PRESSURE is growing on health chiefs to save a county cancer ward, amid fears its closure could be a `done deal'.

The chief executive of St Richard's Hospice in Worcester believes the Macmillan Unit at Evesham Community Hospital will close, despite assurances the move will go out to public consultation.

Mark Jackson said the loss of the ward - the only bedded cancer unit in south Worcestershire - would be a terrible loss, but said he was sure it was `a given'. It was opened by the Princess Royal in 1995 following a hugely successful fund-raising campaign led by the Worcester News' sister title the Evesham Journal in which readers raised £50,000.

The ward has continued to care for 100 patients a year, but now South Worcestershire Primary Care Trust has proposed its closure as one of 19 cuts to help plug a £13m funding shortfall - caused by the Government taking money from its budget to help pay off national NHS debts.

The PCT denies the decision has already been taken.

The proposal has left the local community outraged and campaigners have already launched a Save Our Services campaign.

A new £5.25m St Richard's Hospice is due to open in Spetchley, Worcester in October with ten palliative care beds - but Mr Jackson said it would not be enough to cope with demand.

"The Worcestershire palliative care strategy endorsed by the NHS has identified the need for 40 palliative care beds in Worcestershire," he said.

"When the new St Richard's Hospice opens in Worcester in October there will be ten which, with the five at Evesham, would have gone some way to making the 20 needed in the south of the county.

"To close Evesham which provides vital care would be such a waste - and all to save only about £140,000."

Mr Jackson also said he was getting fed up with claims from health chiefs that the money to fund the unit would return in 2007.

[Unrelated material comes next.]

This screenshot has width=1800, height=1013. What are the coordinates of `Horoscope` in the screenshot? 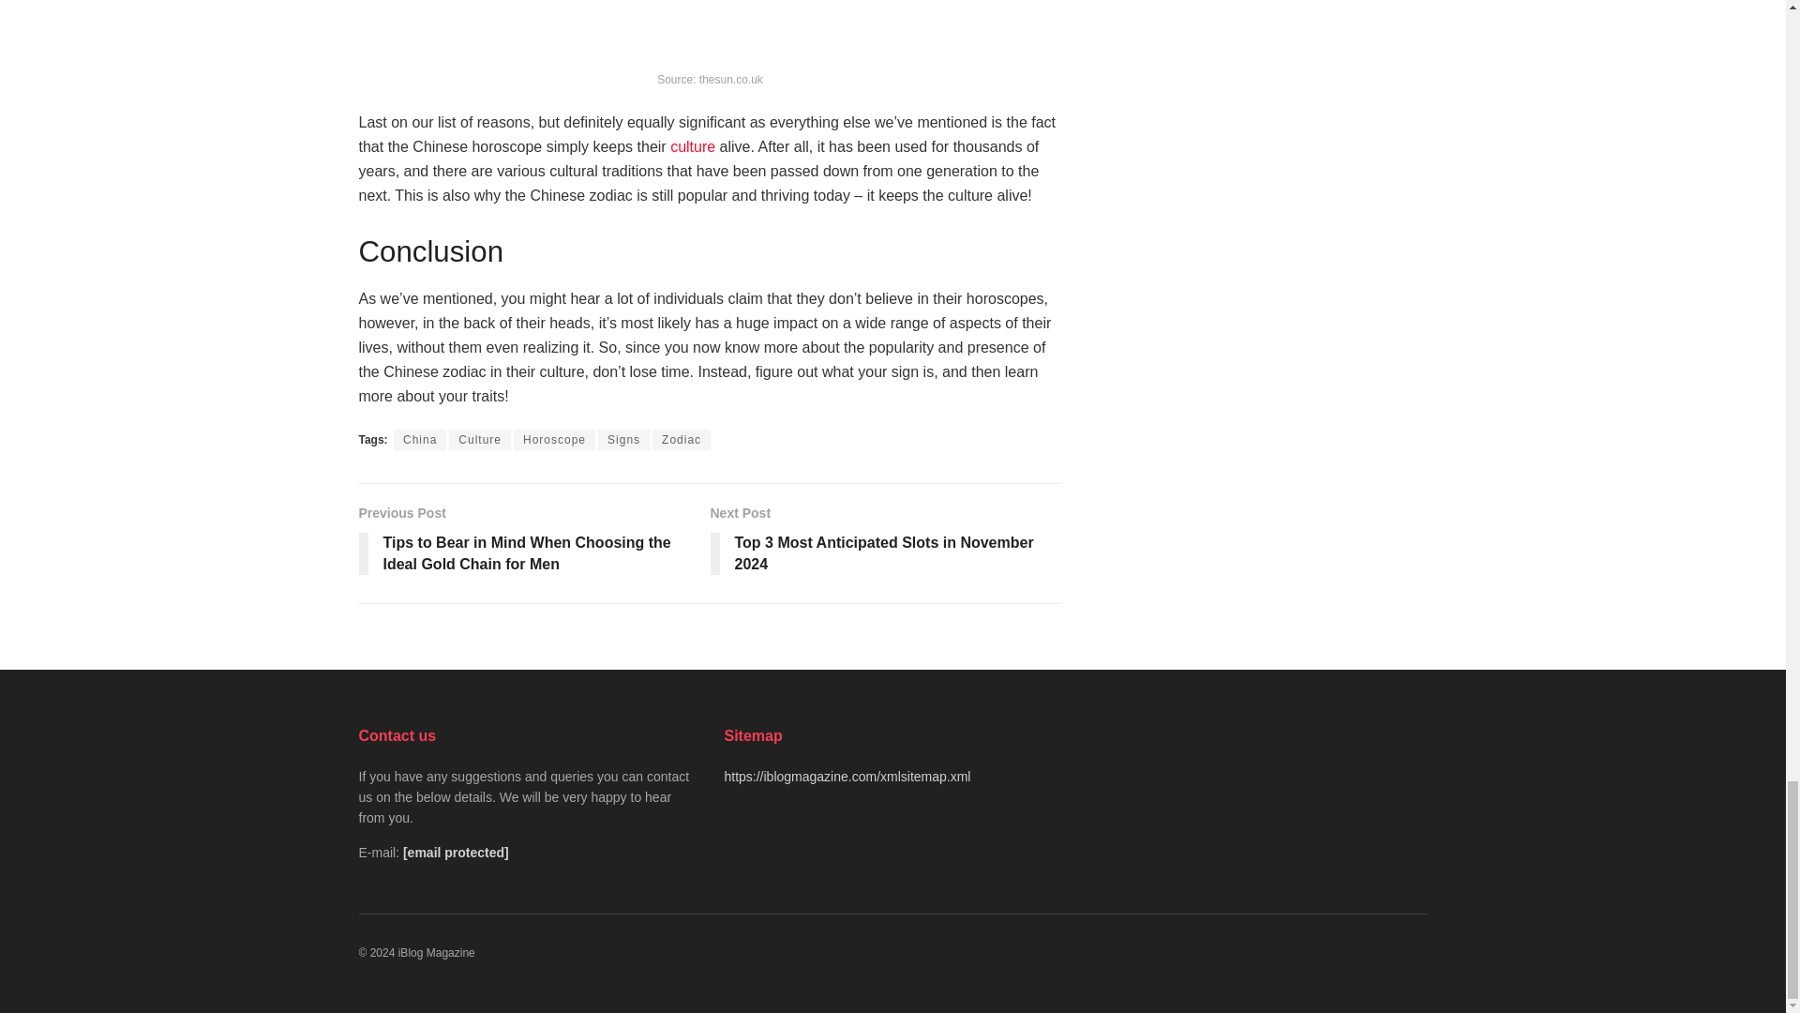 It's located at (554, 439).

"If the Macmillan Unit is closed it will mean a loss of a team of dedicated and specially trained nurses and we wouldn't get them back," he added.

"I don't blame the Primary Care Trust as this was a national decision to top-slice their funding, but I believe that the closure is a given as otherwise, funds will have to be found by making cuts somewhere else."

Former Evesham Hospital nurse Jean Lowe, whose husband Oliver was cared for in the Macmillan Unit before he died, said she was outraged at the plans.

"I am sad to say that I agree with Mr Jackson's view," said the 78-year-old, from Evesham. I believe that the decision has been made and it won't matter what anyone says - the health bosses don't tell us the truth.

"I have never heard a bad word said about the unit which offers a peaceful and restful environment, and is desperately needed."

Coun Frances Smith, chairman of the Evesham Hospital Save our Services (SOS) campaign, urged people to make their views known when public consultation starts by writing to Paul Bates, the chief executive of South Worcestershire PCT, and copying it to the Strategic Health Authority.

"We are absolutely devastated to think that we may lose these vital services," she said.

A spokesman for South Worcestershire NHS Trust said the closure was definitely not a done deal.

"We haven't even gone out to public consultation yet," she added.

"The dates will be decided at the end of this week."

Also going out to public consultation are plans to close the Bredon ward and rehabilitation unit at Evesham, axing sexual health clinics across the county and changing the physiotherapy service.